True, Harvard doesn’t normally sacrifice precision for mellifluousness when it comes to titles. The College offers a concentration in “Government” rather than “Political Science” because the department did not originally do scientific work. One can concentrate in “Organismic and Evolutionary Biology” or “Molecular and Cellular Biology,” but not simply “Biology” because that name does not encourage “learning in breadth and learning in depth.” Heck, even the term “concentration”—as opposed to the clearer, more commonly used word “major”—is a Harvard-ism.
But it’s not for themselves that the Social Studies faculty should be concerned when it comes to the concentration’s title. It’s for their students.
Year after year, Social Studies concentrators are forced to bear the stigma of the grade-school name that their plan of study carries. Within Harvard, the childishness of this name matters very little, because those in the know understand that Social Studies concentrators definitely earn their keep. In addition to braving the grueling sophomore tutorial, the honors-only concentrators are trained by top-notch professors in the fields of human rights, global health policy, and political theory. Beyond the Harvard bubble, though, the first reaction Social Studies concentrators get when they tell others what they’re studying is either a snicker or a confused stare. Rather than receiving accolades for breaking their heads on Smith, Mill, Marx, Durkheim, and Hegel, they get: “But you’re in college now, aren’t you?”
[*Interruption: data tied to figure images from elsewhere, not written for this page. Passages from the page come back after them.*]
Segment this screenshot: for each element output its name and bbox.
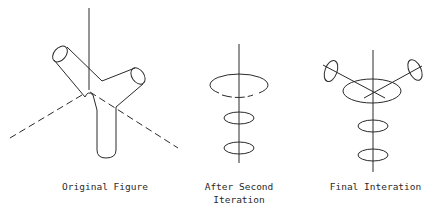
caption-final: Final Interation bbox=[323, 180, 428, 193]
dashed-axis-right bbox=[90, 92, 178, 148]
original-figure bbox=[10, 8, 178, 158]
caption-original: Original Figure bbox=[50, 180, 160, 193]
final-iteration-figure bbox=[322, 50, 425, 172]
left-arm-ring bbox=[322, 59, 341, 84]
left-arm-end-ellipse bbox=[50, 43, 71, 65]
large-ring-lower-broken bbox=[222, 95, 253, 98]
stem-bottom bbox=[97, 150, 116, 158]
diagonal-left bbox=[323, 65, 385, 98]
caption-second-line2: Iteration bbox=[189, 193, 289, 206]
right-arm-end-ellipse bbox=[128, 65, 148, 87]
caption-second-line1: After Second bbox=[189, 180, 289, 193]
left-arm-upper-edge bbox=[67, 47, 102, 81]
right-arm-lower-edge bbox=[116, 84, 143, 107]
dashed-axis-left bbox=[10, 95, 82, 138]
right-arm-upper-edge bbox=[102, 68, 135, 81]
second-iteration-figure bbox=[210, 44, 268, 163]
left-arm-lower-edge bbox=[54, 60, 85, 97]
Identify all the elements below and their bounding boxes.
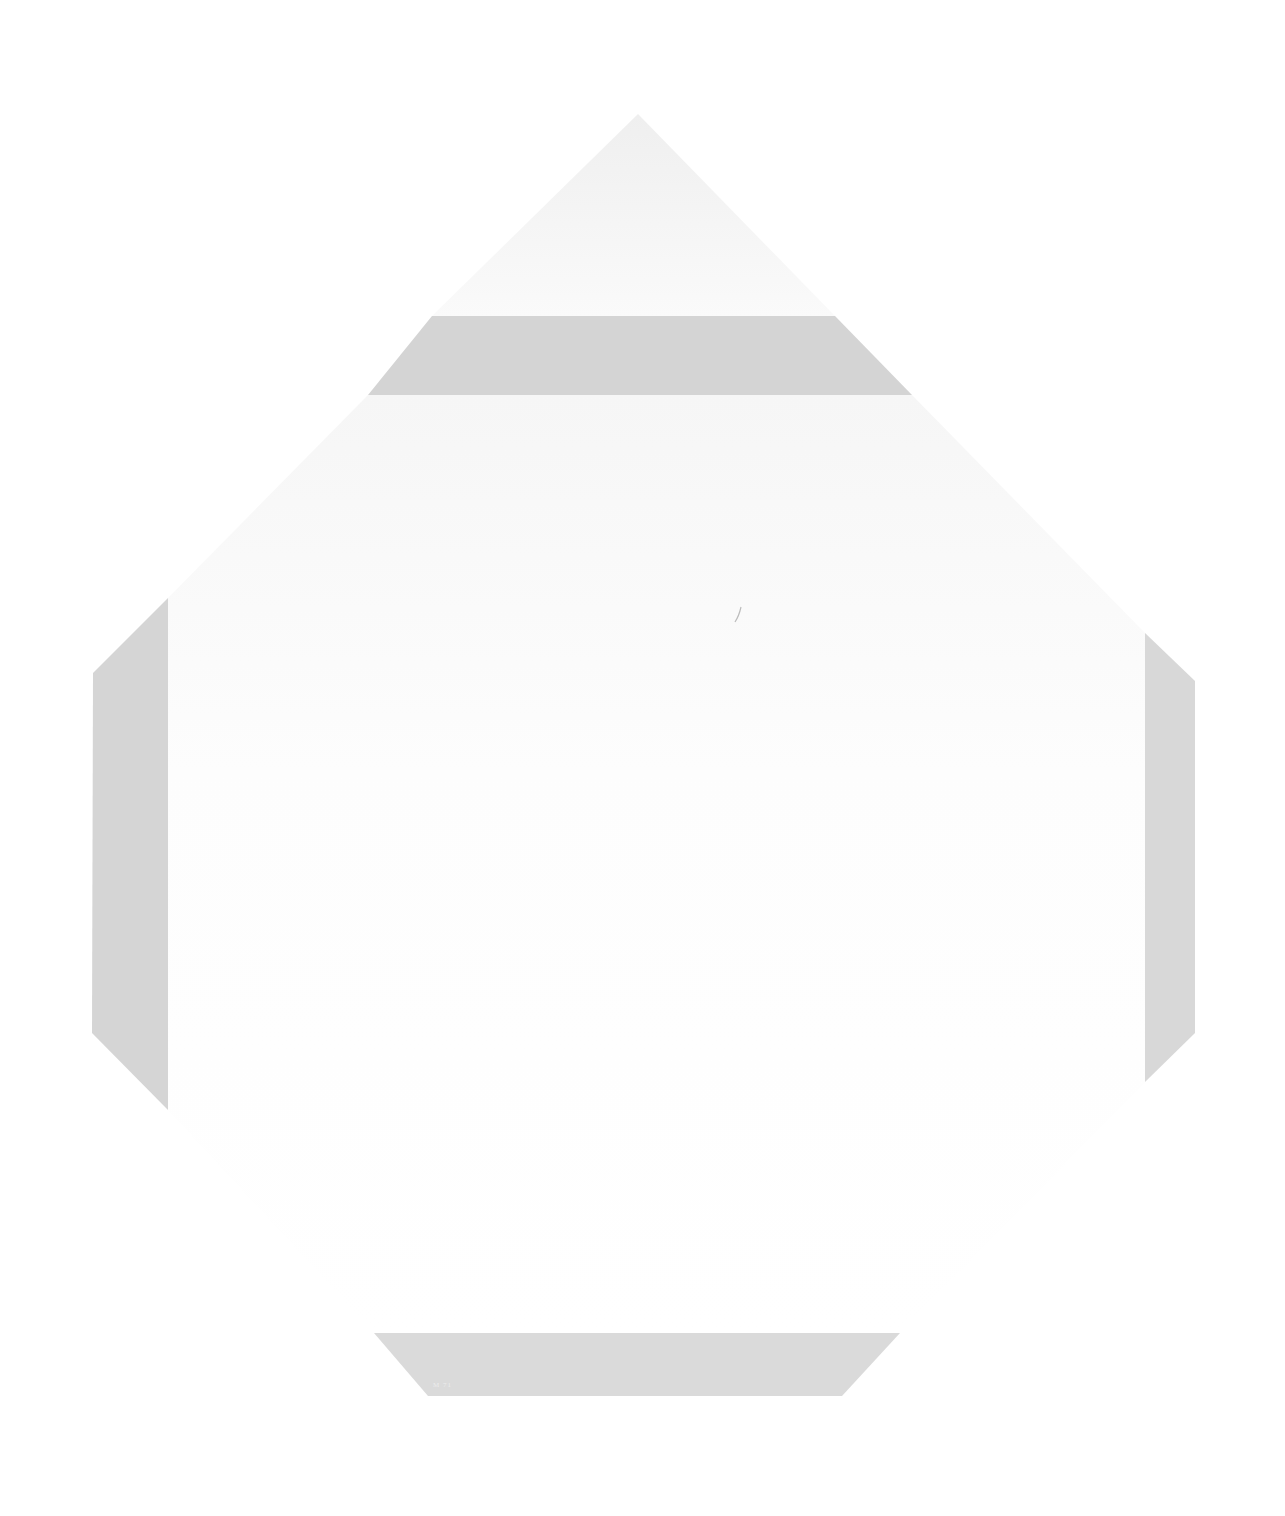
artist-signature: M 71 xyxy=(433,1381,452,1389)
top-band xyxy=(368,316,912,395)
left-band xyxy=(92,598,168,1110)
artwork-canvas xyxy=(0,0,1285,1516)
ghost-body xyxy=(168,395,1145,1333)
right-band xyxy=(1145,633,1195,1082)
ghost-triangle xyxy=(432,114,835,316)
bottom-band xyxy=(374,1333,900,1396)
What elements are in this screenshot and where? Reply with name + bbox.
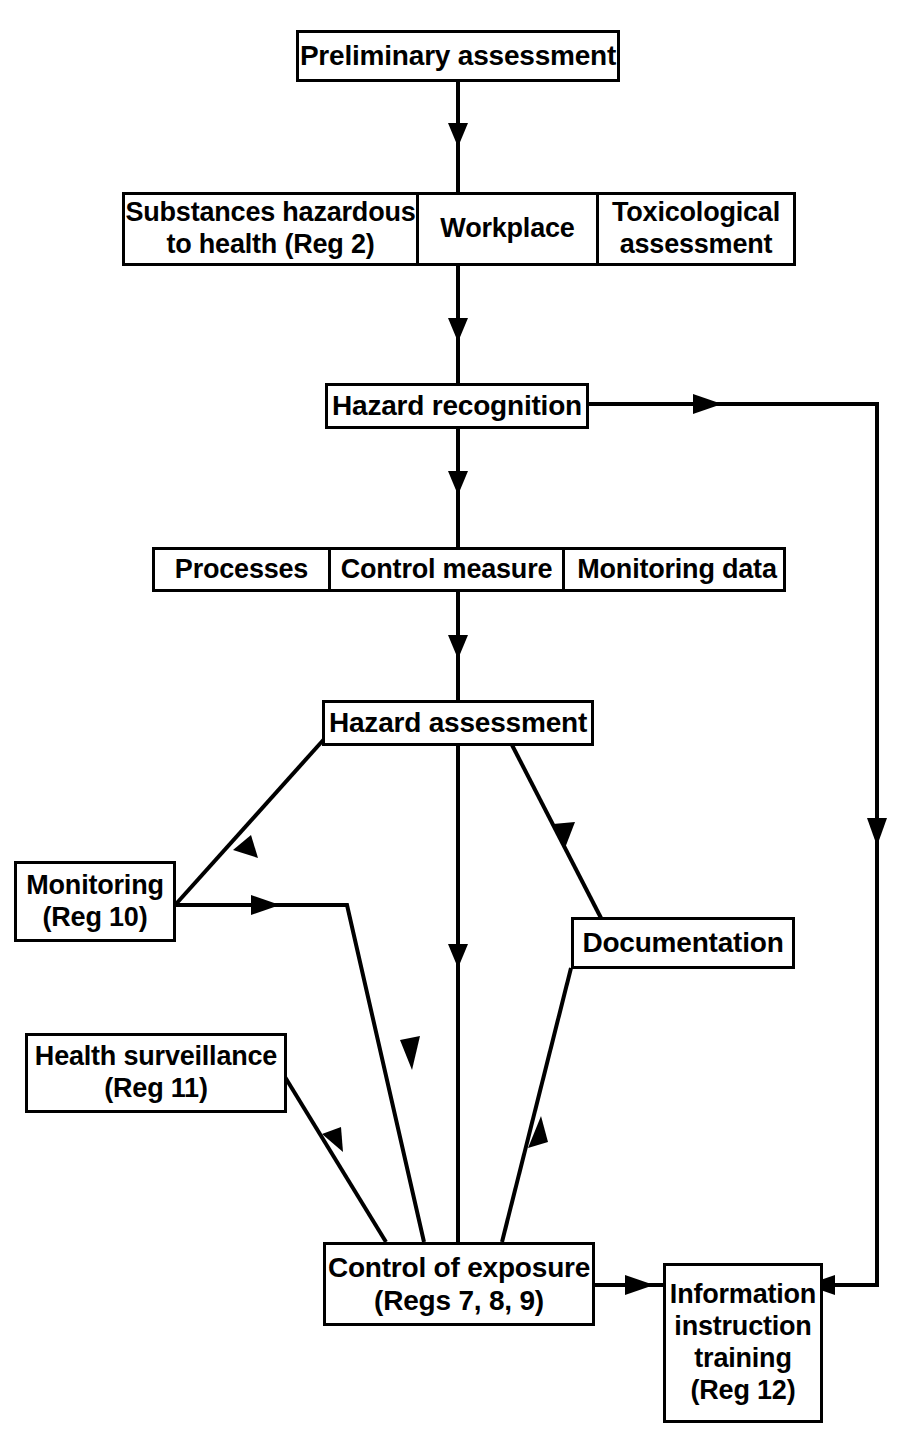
node-monitoring-data[interactable]: Monitoring data (565, 550, 789, 589)
edge-monitoring-to-hazardassess (176, 737, 326, 904)
arrowhead-hazardrecog-right (693, 394, 722, 414)
node-documentation[interactable]: Documentation (571, 917, 795, 969)
node-label: Hazard assessment (329, 706, 587, 739)
node-substances-hazardous-to-health[interactable]: Substances hazardous to health (Reg 2) (125, 195, 419, 263)
node-hazard-recognition[interactable]: Hazard recognition (325, 383, 589, 429)
flowchart-diagram: Preliminary assessment Substances hazard… (0, 0, 921, 1451)
node-label: Control measure (341, 554, 553, 586)
node-label: Control of exposure (Regs 7, 8, 9) (328, 1251, 590, 1317)
arrowhead-hazardassess-to-controlexp (448, 944, 468, 968)
arrowhead-healthsurv-to-controlexp (322, 1127, 343, 1152)
node-group-substances-row: Substances hazardous to health (Reg 2) W… (122, 192, 796, 266)
arrowhead-processes-to-hazardassess (448, 635, 468, 659)
node-health-surveillance-reg11[interactable]: Health surveillance (Reg 11) (25, 1033, 287, 1113)
arrowhead-monitoring-down-controlexp (400, 1036, 420, 1070)
node-control-of-exposure[interactable]: Control of exposure (Regs 7, 8, 9) (323, 1242, 595, 1326)
node-label: Health surveillance (Reg 11) (35, 1041, 277, 1105)
arrowhead-substances-to-hazardrecog (448, 318, 468, 342)
node-hazard-assessment[interactable]: Hazard assessment (322, 700, 594, 746)
edge-hazardrecog-to-infotrain (589, 404, 877, 1285)
node-monitoring-reg10[interactable]: Monitoring (Reg 10) (14, 861, 176, 942)
arrowhead-preliminary-to-substances (448, 123, 468, 147)
arrowhead-monitoring-to-hazardassess (233, 835, 258, 858)
node-label: Toxicological assessment (612, 197, 780, 261)
node-label: Hazard recognition (332, 389, 582, 422)
edge-healthsurv-to-controlexp (285, 1077, 386, 1242)
node-label: Substances hazardous to health (Reg 2) (125, 197, 415, 261)
node-information-instruction-training[interactable]: Information instruction training (Reg 12… (663, 1263, 823, 1423)
node-label: Workplace (440, 213, 574, 245)
node-preliminary-assessment[interactable]: Preliminary assessment (296, 30, 620, 82)
arrowhead-hazardrecog-to-processes (448, 471, 468, 495)
node-workplace[interactable]: Workplace (419, 195, 599, 263)
node-label: Documentation (582, 926, 783, 959)
node-group-processes-row: Processes Control measure Monitoring dat… (152, 547, 786, 592)
arrowhead-controlexp-to-infotrain (625, 1275, 654, 1295)
arrowhead-monitoring-right (251, 895, 280, 915)
arrowhead-hazardassess-to-documentation (553, 822, 575, 848)
edge-controlexp-to-documentation (502, 968, 571, 1242)
node-label: Preliminary assessment (300, 39, 616, 72)
arrowhead-controlexp-to-documentation (528, 1116, 548, 1148)
node-label: Processes (175, 554, 308, 586)
edge-hazardassess-to-documentation (512, 745, 601, 918)
node-toxicological-assessment[interactable]: Toxicological assessment (599, 195, 793, 263)
arrowhead-rightbus-down (867, 818, 887, 846)
node-label: Monitoring (Reg 10) (26, 870, 163, 934)
node-label: Information instruction training (Reg 12… (670, 1279, 816, 1406)
node-processes[interactable]: Processes (155, 550, 331, 589)
node-control-measure[interactable]: Control measure (331, 550, 565, 589)
node-label: Monitoring data (577, 554, 776, 586)
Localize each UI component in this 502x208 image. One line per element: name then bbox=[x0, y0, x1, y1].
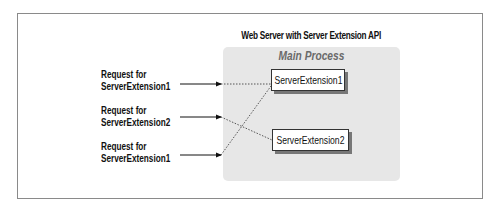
request-3-label: Request for ServerExtension1 bbox=[101, 141, 170, 165]
main-process-box bbox=[223, 47, 400, 181]
request-3-line1: Request for bbox=[101, 141, 170, 153]
server-extension-2-label: ServerExtension2 bbox=[277, 134, 345, 146]
request-2-label: Request for ServerExtension2 bbox=[101, 105, 170, 129]
diagram-title: Web Server with Server Extension API bbox=[241, 30, 380, 41]
request-1-line1: Request for bbox=[101, 69, 170, 81]
server-extension-1-box: ServerExtension1 bbox=[271, 69, 345, 91]
request-2-line1: Request for bbox=[101, 105, 170, 117]
server-extension-2-box: ServerExtension2 bbox=[272, 129, 349, 151]
request-2-line2: ServerExtension2 bbox=[101, 117, 170, 129]
request-1-label: Request for ServerExtension1 bbox=[101, 69, 170, 93]
request-3-line2: ServerExtension1 bbox=[101, 153, 170, 165]
main-process-label: Main Process bbox=[236, 49, 386, 63]
request-1-line2: ServerExtension1 bbox=[101, 81, 170, 93]
server-extension-1-label: ServerExtension1 bbox=[274, 74, 342, 86]
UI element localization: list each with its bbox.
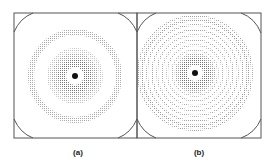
diffraction-figure [0, 0, 275, 163]
panel-a-label: (a) [63, 148, 93, 157]
panel-a-center-dot [72, 73, 78, 79]
panel-b-center-dot [192, 70, 198, 76]
panel-b-label: (b) [184, 148, 214, 157]
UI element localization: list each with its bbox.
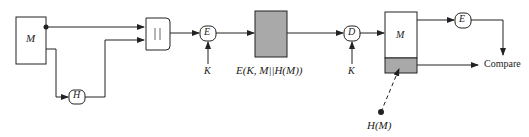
receiver-message-label: M	[396, 29, 404, 40]
ciphertext-label: E(K, M||H(M))	[236, 64, 303, 76]
receiver-hash-box	[385, 58, 417, 73]
dashed-pointer-hash	[381, 69, 399, 112]
compare-label: Compare	[484, 58, 521, 69]
arrow-m-to-hash	[46, 49, 68, 97]
encrypt-label: E	[204, 26, 210, 37]
arrow-hash-to-concat	[85, 40, 144, 97]
decrypt-label: D	[348, 26, 355, 37]
key-label-2: K	[348, 65, 355, 76]
diagram-canvas: M H E K E(K, M||H(M)) D K M E Compare H(…	[0, 0, 529, 137]
concat-box	[146, 18, 170, 50]
hash-label: H	[73, 89, 80, 100]
received-hash-label: H(M)	[367, 119, 391, 131]
sender-message-label: M	[26, 32, 35, 44]
arrow-hash-to-compare	[471, 20, 503, 55]
receiver-hash-function-label: E	[459, 13, 465, 24]
key-label-1: K	[204, 65, 211, 76]
hash-dot	[378, 109, 384, 115]
ciphertext-box	[255, 11, 287, 57]
split-dot	[44, 25, 49, 30]
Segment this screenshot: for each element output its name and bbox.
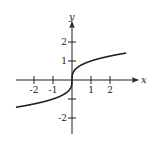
- x-tick-label: -1: [49, 85, 58, 95]
- y-tick-label: -2: [58, 113, 67, 123]
- x-tick-label: 2: [107, 85, 113, 95]
- x-axis-label: x: [141, 74, 147, 85]
- x-tick-label: -2: [30, 85, 39, 95]
- x-tick-label: 1: [88, 85, 94, 95]
- y-tick-label: 2: [61, 37, 67, 47]
- y-tick-label: 1: [61, 56, 67, 66]
- y-axis-label: y: [68, 11, 75, 22]
- chart: -2-11221-2 x y: [0, 0, 155, 149]
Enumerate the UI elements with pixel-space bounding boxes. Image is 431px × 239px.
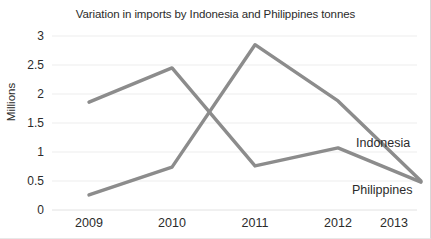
series-line-indonesia bbox=[89, 68, 421, 182]
series-line-philippines bbox=[89, 45, 421, 195]
series-label-indonesia: Indonesia bbox=[356, 136, 410, 150]
x-tick-label-2011: 2011 bbox=[232, 216, 278, 230]
x-tick-label-2012: 2012 bbox=[315, 216, 361, 230]
plot-area bbox=[0, 0, 431, 239]
line-chart: Variation in imports by Indonesia and Ph… bbox=[0, 0, 431, 239]
series-label-philippines: Philippines bbox=[352, 183, 412, 197]
x-tick-label-2013: 2013 bbox=[371, 216, 417, 230]
x-tick-label-2009: 2009 bbox=[66, 216, 112, 230]
x-tick-label-2010: 2010 bbox=[149, 216, 195, 230]
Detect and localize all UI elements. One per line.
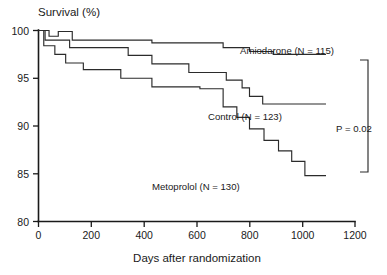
x-tick-label-0: 0 [36, 229, 42, 241]
x-tick-label-1000: 1000 [291, 229, 315, 241]
survival-chart-figure: 80 85 90 95 100 0 200 400 600 800 1000 1… [0, 0, 387, 275]
curve-label-amiodarone: Amiodarone (N = 115) [240, 45, 334, 56]
y-tick-label-90: 90 [17, 120, 29, 132]
y-tick-label-85: 85 [17, 168, 29, 180]
y-tick-label-95: 95 [17, 72, 29, 84]
curve-label-control: Control (N = 123) [208, 111, 282, 122]
x-tick-label-1200: 1200 [343, 229, 367, 241]
x-axis-title: Days after randomization [133, 252, 261, 264]
x-tick-label-200: 200 [83, 229, 101, 241]
y-axis-ticks [33, 31, 39, 222]
x-axis-ticks [39, 222, 356, 228]
significance-bracket [360, 60, 368, 172]
survival-plot-svg: 80 85 90 95 100 0 200 400 600 800 1000 1… [0, 0, 387, 275]
x-tick-label-400: 400 [135, 229, 153, 241]
x-tick-label-800: 800 [241, 229, 259, 241]
y-tick-label-80: 80 [17, 216, 29, 228]
y-axis-title: Survival (%) [38, 6, 100, 18]
x-tick-label-600: 600 [188, 229, 206, 241]
y-tick-label-100: 100 [11, 25, 29, 37]
p-value-label: P = 0.02 [336, 123, 372, 134]
curve-control [39, 31, 326, 105]
curve-label-metoprolol: Metoprolol (N = 130) [152, 181, 240, 192]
Sure, students can explain that they are indeed in college and that, yes, they are in fact studying material above the fifth grade level. But such rationales will unfortunately never appear on a transcript or an actual degree. It’s hard to imagine a spectator looking at the diploma on your wall giving an impressed whistle and patting you on the back for mastering the art of map coloring.
Such anguish could be avoided with an effortless name change to either “Social and Political Theory” or “Social Thought.” Indeed, although “Social Studies” may seem to be the best title for a concentration that employs “an integrated approach to the study of social phenomena,” plenty of similar programs exist with names that don’t remind outsiders of diorama projects. First instituted at Oxford in the 1920s, the degree program “Philosophy, Politics, and Economics” (PPE) offers an almost identical academic experience as Social Studies does without the juvenile title. PPE is now offered, in some form or another, at Yale, Duke, Notre Dame, and the University of Pennsylvania. The description of Yale’s program in “Ethics, Politics, and Economics,” for instance, is nearly identical to Social Studies’: it joins the “analytic rigor of the social sciences” with the “enduring normative questions of philosophy” to explore the “institutions, practices, and policies” of the modern era.
True, the name “Social Studies” carries the weight of nearly five decades of blood, sweat, and tears, while a name like “PPE” does not. But the nostalgia should be left to the professors. The students are the ones who will need to tell their grandchildren what they studied as an undergraduate. A sign by the Radcliffe Quadrangle currently advertises the main offices for “Social Studies” right next to the “Quad Library.” Now that the latter’s appearance on that sign is an anachronism, hopefully the former can follow suit.
Avishai D. Don '12, a Crimson editorial comper, lives in Pforzheimer house.